From automating content creation to transforming customer experiences, artificial intelligence technologies are driving rapid innovation. Like any disruptive innovation, AI brings both complexity and risk. As AI workloads expand, they generate increasing volumes of data, much of it opaque to security teams. Recent research from the 2025 Hybrid Cloud Security Survey found that one in three organizations has experienced a doubling of network traffic due to generative AI over the past two years. That surge isn’t just pushing the limits of visibility, it’s overwhelming it.
This visibility gap has real consequences. Breaches are rising at an alarming rate, driven by blind spots in data in motion. Many organizations lack insight into lateral east-west traffic and existing tools generally aren’t designed to detect AI workloads or identify shadow AI. The old adage rings truer than ever in the AI era: if you can’t see it, you can’t secure it.
Threat Actors Are Exploiting AI Noise
As AI traffic grows more dynamic and distributed across hybrid cloud environments, attackers are using the noise to mask their movements. Increased attacks targeting large language models and more AI-powered threats are emerging. Many of these threats are hidden within encrypted traffic or shadow AI activity, contributing to a 17% annual rise in data breaches, according to the survey.
More than half of organizations reported a breach, highlighting the heightened exposure many now face as AI adoption accelerates, along with other threats. The reality is that modern threats exploit what security teams cannot see. Shadow AI, encrypted communications and unsanctioned tool access make it increasingly difficult for security and IT leaders to maintain control.
Security Tools Must Evolve
Most existing security architectures weren’t built to monitor the scale, speed and nature of AI activity. As a result, security and IT teams are struggling with inconsistent visibility and growing complexity, exacerbated by tool overlap, especially in hybrid environments spanning on-premises data centers, public clouds and containers. Visibility gaps are a barrier to centralized control, making it harder to manage risk as gen AI deployments grow.

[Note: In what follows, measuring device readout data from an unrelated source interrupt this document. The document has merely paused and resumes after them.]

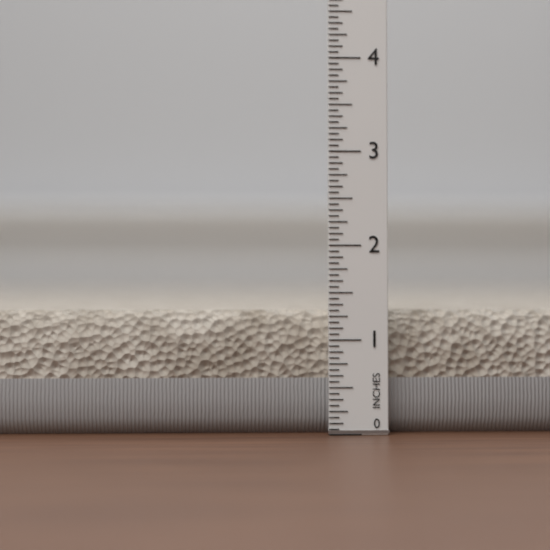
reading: 1.3125 in
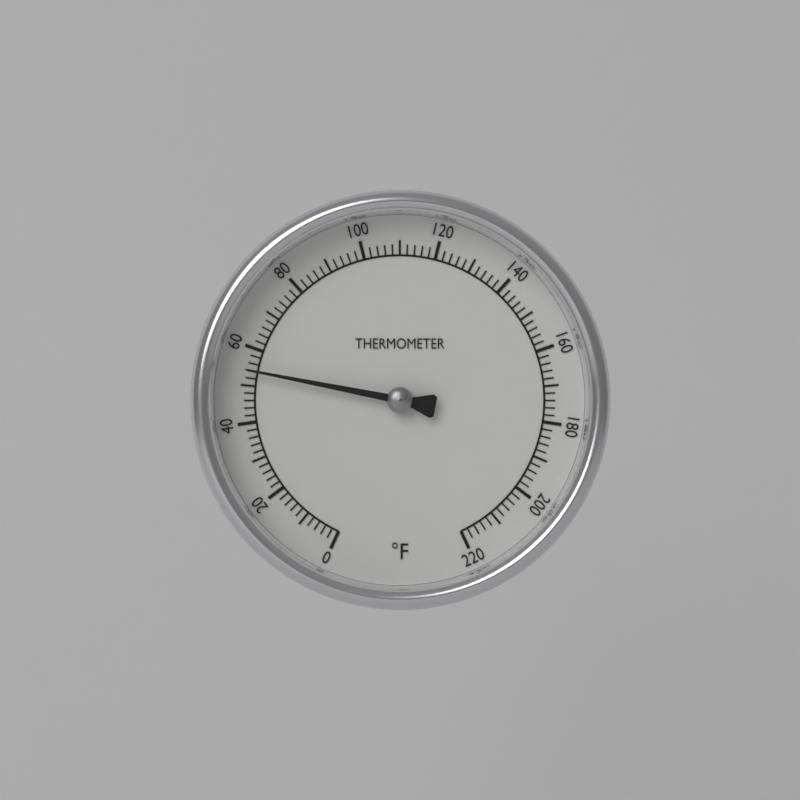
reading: 54 °F
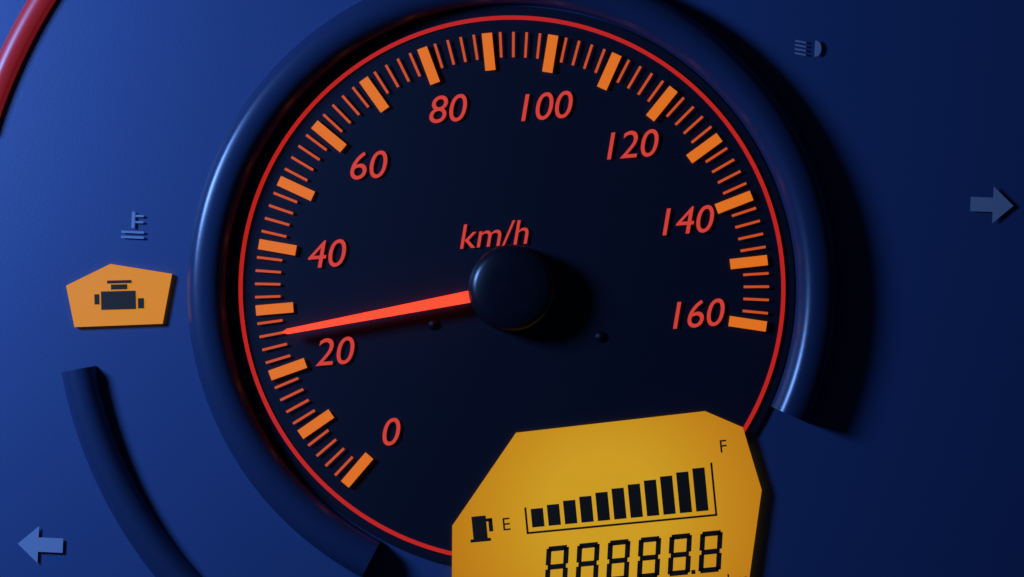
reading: 26 km/h
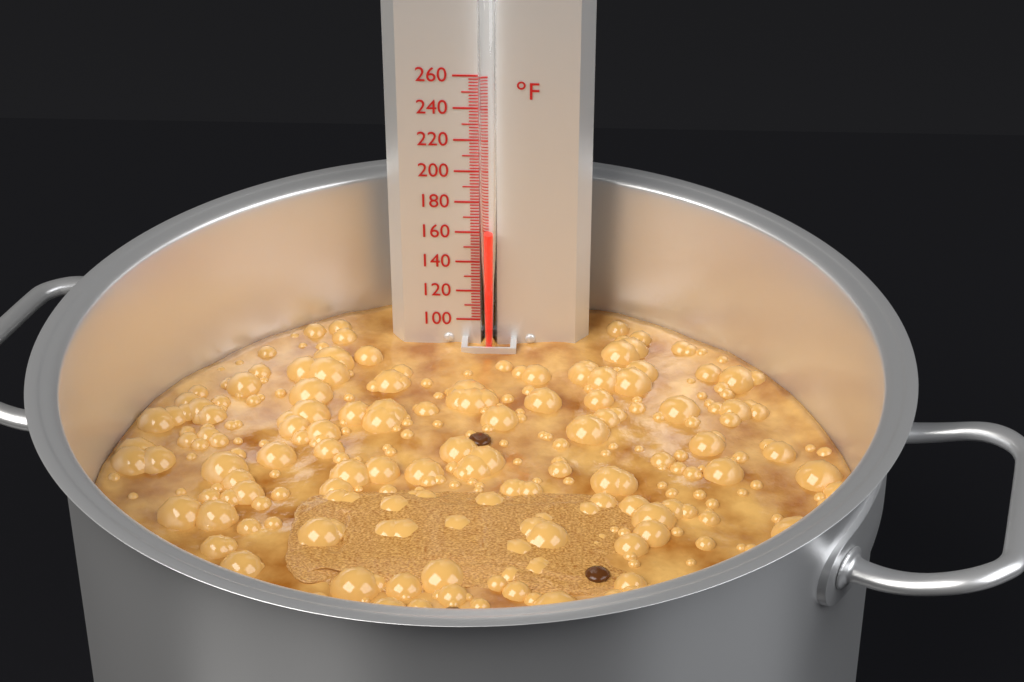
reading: 162 °F
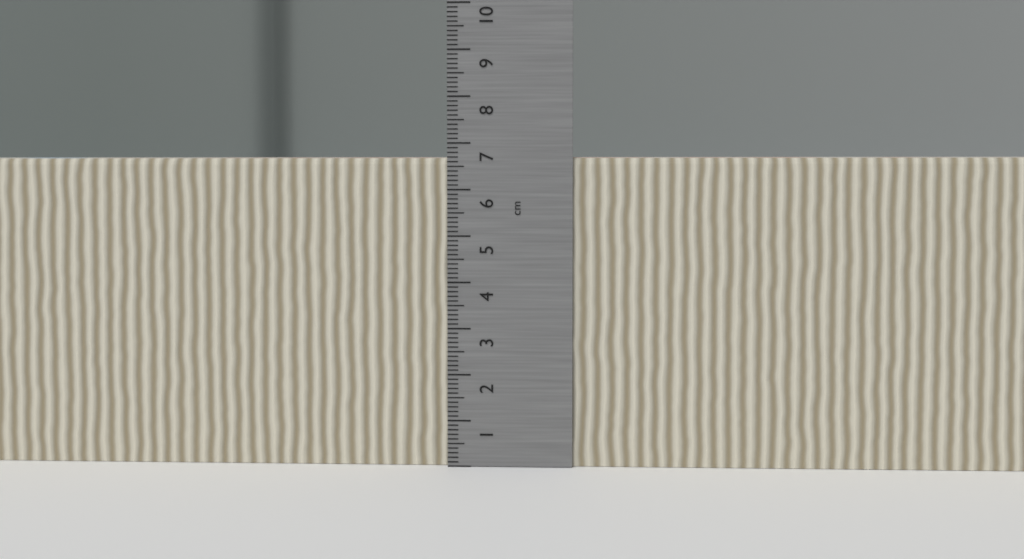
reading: 6.7 cm
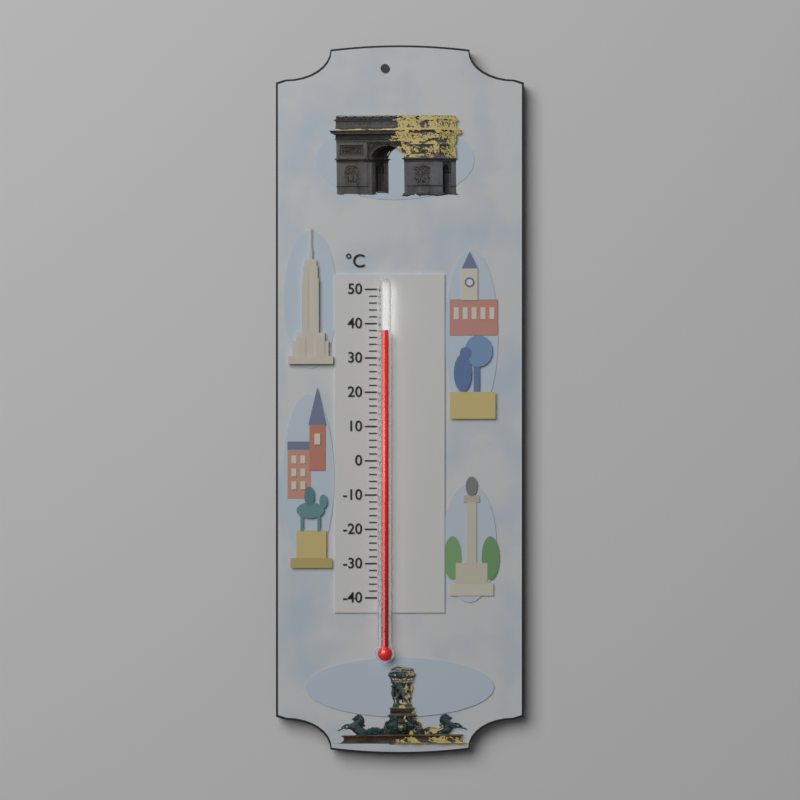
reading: 38 °C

With gen AI spending projected to rise by 76% this year, CISOs must reassess their cybersecurity strategies. The answer isn’t to deploy more tools, but to secure the existing ones with best practices that start with observing AI traffic. With more than 99,000 companies developing AI tools today, the scale of the problem is expanding rapidly. The question now is how security teams can adapt their tool stacks to stay ahead.
Why Deep Observability
Achieving complete visibility into data in motion, including encrypted and lateral traffic, is no longer optional. It is a prerequisite for secure and scalable AI operations. That is where deep observability comes in. By combining network-derived telemetry, such as packets, flows and metadata with metrics, events, logs and traces, or MELT data, deep observability provides the full context needed to detect, investigate and respond to emerging threats.
Solutions, such as Gigamon AI Traffic Intelligence extend this approach by enabling organizations to identify and classify gen AI and LLM traffic, including encrypted flows, without relying on endpoint agents. This helps uncover shadow AI activity and delivers actionable data for governance and control, directly within the Gigamon Deep Observability Pipeline.
Innovation and Security Can Coexist
AI does not have to come at the cost of control. With complete visibility into all data in motion, organizations can support innovation while maintaining strong security. Deep observability helps them to eliminate blind spots, strengthen policy enforcement and boost operational efficiency across complex hybrid cloud environments.
In a landscape where both AI and risk are accelerating, deep observability is no longer a nice-to-have – it is essential. Nine in 10 security and IT leaders agree, stating that deep observability is a foundational element of cloud security today.